The Arctic has been warming faster than the global average during recent decades, and trends are projected to continue through the twenty-first century. Analysis of climate change impacts across the Arctic using dynamical models has almost exclusively been limited to outputs from global climate models or coarser regional climate models. Coarse resolution simulations limit the representation of physical processes, particularly in areas of complex topography and high land-surface heterogeneity. Here, current climate reference and future regional climate model simulations based on the RCP8.5 scenario over Alaska at 4 km grid spacing are compared to identify changes in snowfall and snowpack. In general, results show increases in total precipitation, large decreases in snowfall fractional contribution over 30% in some areas, decreases in snowpack season length by 50–100 days in lower elevations and along the southern Alaskan coastline, and decreases in snow water equivalent. However, increases in snowfall and snowpack of sometimes greater than 20% are evident for some colder northern areas and at the highest elevations in southern Alaska. The most significant changes in snow cover and snowfall fractional contributions occur during the spring and fall seasons. Finally, the spatial pattern of winter temperatures above freezing has small-scale spatial features tied to the topography. Such areas would not be resolved with coarser resolution regional or global climate model simulations.
2020
Abstract. Probabilistic methods are very useful to estimate the spatial variability in meteorological conditions (e.g., spatial patterns of precipitation and temperature across large domains). In ensemble probabilistic methods, equally plausible ensemble members are used to approximate the probability distribution, hence uncertainty, of a spatially distributed meteorological variable conditioned on the available information. The ensemble can be used to evaluate the impact of the uncertainties in a myriad of applications. This study develops the Ensemble Meteorological Dataset for North America (EMDNA). EMDNA has 100 members with daily precipitation amount, mean daily temperature, and daily temperature range at 0.1° spatial resolution from 1979 to 2018, derived from a fusion of station observations and reanalysis model outputs. The station data used in EMDNA are from a serially complete dataset for North America (SCDNA) that fills gaps in precipitation and temperature measurements using multiple strategies. Outputs from three reanalysis products are regridded, corrected, and merged using the Bayesian Model Averaging. Optimal Interpolation (OI) is used to merge station- and reanalysis-based estimates. EMDNA estimates are generated based on OI estimates and spatiotemporally correlated random fields. Evaluation results show that (1) the merged reanalysis estimates outperform raw reanalysis estimates, particularly in high latitudes and mountainous regions; (2) the OI estimates are more accurate than the reanalysis and station-based regression estimates, with the most notable improvement for precipitation occurring in sparsely gauged regions; and (3) EMDNA estimates exhibit good performance according to the diagrams and metrics used for probabilistic evaluation. We also discuss the limitations of the current framework and highlight that persistent efforts are needed to further develop probabilistic methods and ensemble datasets. Overall, EMDNA is expected to be useful for hydrological and meteorological applications in North America. The whole dataset and a teaser dataset (a small subset of EMDNA for easy download and preview) are available at https://doi.org/10.20383/101.0275 (Tang et al., 2020a).
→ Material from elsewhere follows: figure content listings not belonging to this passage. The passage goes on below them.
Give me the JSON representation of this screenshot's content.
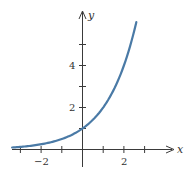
{
  "chart_data": {
    "type": "line",
    "title": "",
    "function": "y = 2^x",
    "xlabel": "x",
    "ylabel": "y",
    "xlim": [
      -3.4,
      4.5
    ],
    "ylim": [
      -0.9,
      6.6
    ],
    "grid": false,
    "legend": null,
    "x_ticks": [
      -3,
      -2,
      -1,
      0,
      1,
      2,
      3
    ],
    "x_tick_labels": [
      {
        "value": -2,
        "label": "−2"
      },
      {
        "value": 2,
        "label": "2"
      }
    ],
    "y_ticks": [
      1,
      2,
      3,
      4,
      5
    ],
    "y_tick_labels": [
      {
        "value": 2,
        "label": "2"
      },
      {
        "value": 4,
        "label": "4"
      }
    ],
    "series": [
      {
        "name": "y = 2^x",
        "color": "#4a7aa6",
        "x": [
          -3.4,
          -3,
          -2.5,
          -2,
          -1.5,
          -1,
          -0.5,
          0,
          0.5,
          1,
          1.5,
          2,
          2.3,
          2.6
        ],
        "y": [
          0.095,
          0.125,
          0.177,
          0.25,
          0.354,
          0.5,
          0.707,
          1,
          1.414,
          2,
          2.828,
          4,
          4.925,
          6.063
        ]
      }
    ],
    "annotations": []
  },
  "labels": {
    "x_axis": "x",
    "y_axis": "y",
    "xtick_neg2": "−2",
    "xtick_2": "2",
    "ytick_2": "2",
    "ytick_4": "4"
  },
  "colors": {
    "curve": "#4a7aa6",
    "axis": "#3a3a3a"
  }
}
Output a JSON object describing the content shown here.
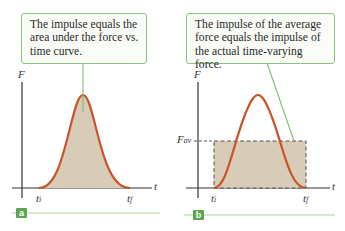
{
  "panels": [
    {
      "id": "a",
      "tag": "a",
      "callout": "The impulse equals the area under the force vs. time curve.",
      "y_axis_label": "F",
      "x_axis_label": "t",
      "t_initial_label": "t",
      "t_initial_sub": "i",
      "t_final_label": "t",
      "t_final_sub": "f"
    },
    {
      "id": "b",
      "tag": "b",
      "callout": "The impulse of the average force equals the impulse of the actual time-varying force.",
      "y_axis_label": "F",
      "x_axis_label": "t",
      "avg_label": "F",
      "avg_sub": "av",
      "t_initial_label": "t",
      "t_initial_sub": "i",
      "t_final_label": "t",
      "t_final_sub": "f"
    }
  ],
  "colors": {
    "curve": "#c8552a",
    "fill": "#d8cbb8",
    "callout_border": "#8cc47c",
    "tag_bg": "#5aa64e",
    "axis": "#333333"
  }
}
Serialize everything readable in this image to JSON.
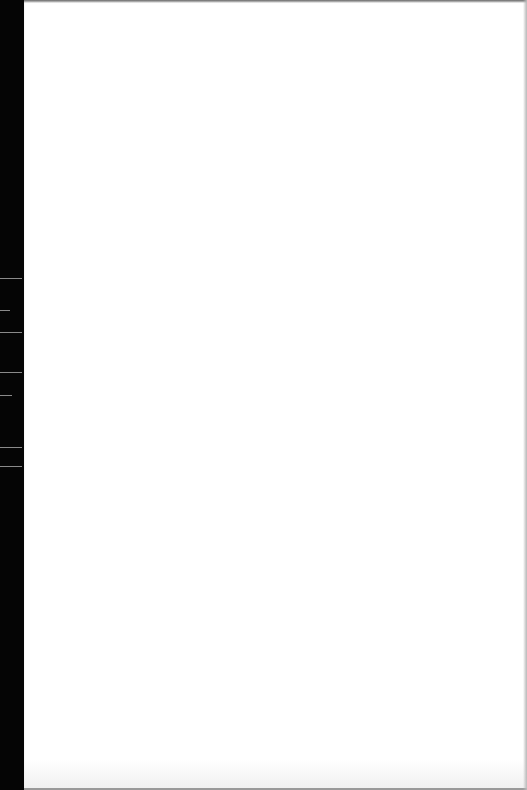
{
  "document": {
    "type": "scanned-page",
    "content": "",
    "page_background": "#ffffff",
    "scan_edge_color": "#050505"
  }
}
Abstract. Station-based serially complete datasets (SCDs) of precipitation and temperature observations are important for hydrometeorological studies. Motivated by the lack of serially complete station observations for North America, this study seeks to develop an SCD from 1979 to 2018 from station data. The new SCD for North America (SCDNA) includes daily precipitation, minimum temperature (Tmin), and maximum temperature (Tmax) data for 27 276 stations. Raw meteorological station data were obtained from the Global Historical Climate Network Daily (GHCN-D), the Global Surface Summary of the Day (GSOD), Environment and Climate Change Canada (ECCC), and a compiled station database in Mexico. Stations with at least 8-year-long records were selected, which underwent location correction and were subjected to strict quality control. Outputs from three reanalysis products (ERA5, JRA-55, and MERRA-2) provided auxiliary information to estimate station records. Infilling during the observation period and reconstruction beyond the observation period were accomplished by combining estimates from 16 strategies (variants of quantile mapping, spatial interpolation, and machine learning). A sensitivity experiment was conducted by assuming that 30 % of observations from stations were missing – this enabled independent validation and provided a reference for reconstruction. Quantile mapping and mean value corrections were applied to the final estimates. The median Kling–Gupta efficiency (KGE′) values of the final SCDNA for all stations are 0.90, 0.98, and 0.99 for precipitation, Tmin, and Tmax, respectively. The SCDNA is closer to station observations than the four benchmark gridded products and can be used in applications that require either quality-controlled meteorological station observations or reconstructed long-term estimates for analysis and modeling. The dataset is available at https://doi.org/10.5281/zenodo.3735533 (Tang et al., 2020).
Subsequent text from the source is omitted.